As mentioned at the beginning Bush is most famous for his Memex, envisioning an automated information management system, which later inspired many of the creators of the Internet. Bush introduced the concept of the Memex already during the 1930s, which he imagined as a form of memory augmentation involving a microfilm-based “device in which an individual stores all his books, records, and communications, and which is mechanized so that it may be consulted with exceeding speed and flexibility. It is an enlarged intimate supplement to his memory.“[1] He wanted the Memex to emulate the way the brain links data by association rather than by indexes and traditional, hierarchical storage paradigms, and be easily accessed as “a future device for individual use … a sort of mechanized private file and library” in the shape of a desk.[1] The Memex was also intended as a tool to study the brain itself.
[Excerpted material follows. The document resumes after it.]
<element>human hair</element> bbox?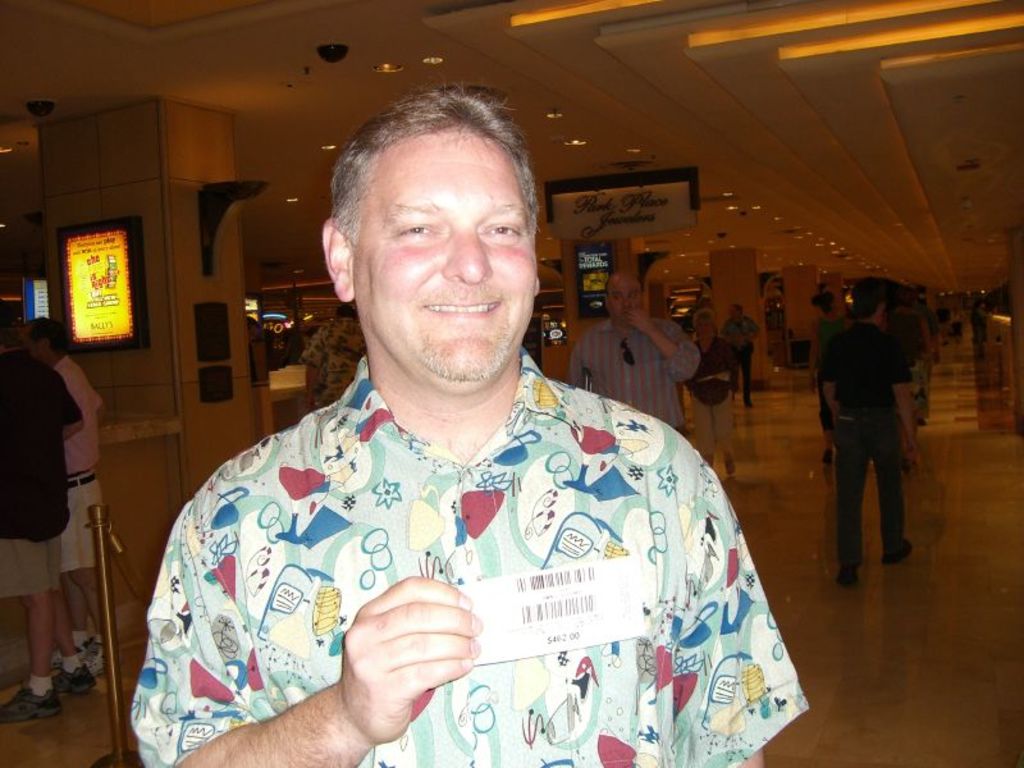
x1=22, y1=311, x2=74, y2=357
The Memex, photo: Wikipedia, @Dunkoman

The Memex, photo: Wikipedia, @Dunkoman

Memex as an Early Personal Asistant

“The Encyclopaedia Britannica could be reduced to the volume of a matchbox. A library of a million volumes could be compressed into one end of a desk.”
— Vannevar Bush, As We May Think (1945)

But, in his Atlantic Magazine article, predicting that “wholly new forms of encyclopedias will appear, ready made with a mesh of associative trails running through them, ready to be dropped into the memex and there amplified”, Bush also envisioned descriptions of other rarely cited but nevertheless interesting devices, such as e.g., the Cyclops Camera, “worn on forehead, it would photograph anything you see and want to record. Film would be developed at once by dry photography.” or the Vocoder, “a machine which could type when talked to“. Bush was concerned that information overload might inhibit the research efforts of scientists. Looking to the future, he predicted a time when “there is a growing mountain of research. But there is increased evidence that we are being bogged down today as specialization extends. The investigator is staggered by the findings and conclusions of thousands of other workers.” Shortly after “As We May Think” was originally published, Douglas Engelbart read it, and with Bush’s visions in mind, commenced work that would later lead to the invention of the mouse.[5] Ted Nelson, who coined the terms “hypertext” and “hypermedia“, was also greatly influenced by Bush’s essay.

Later Years

During the next decades Bush was appointed chairman or director of many institutions including the Joint Research and Development Board of the War and Navy Departments, the Development Board of National Military Establishment, and also of AT&T. Bush was elected to the American Academy of Arts and Sciences in 1925, and to the National Academy of Sciences in 1934. Since 1923 he was a Fellow of the American Physical Society. In 1948 he received the Medal for Merit, at that time the highest civilian award in the USA, and in 1953 the John J. Carty Award of the National Academy of Sciences.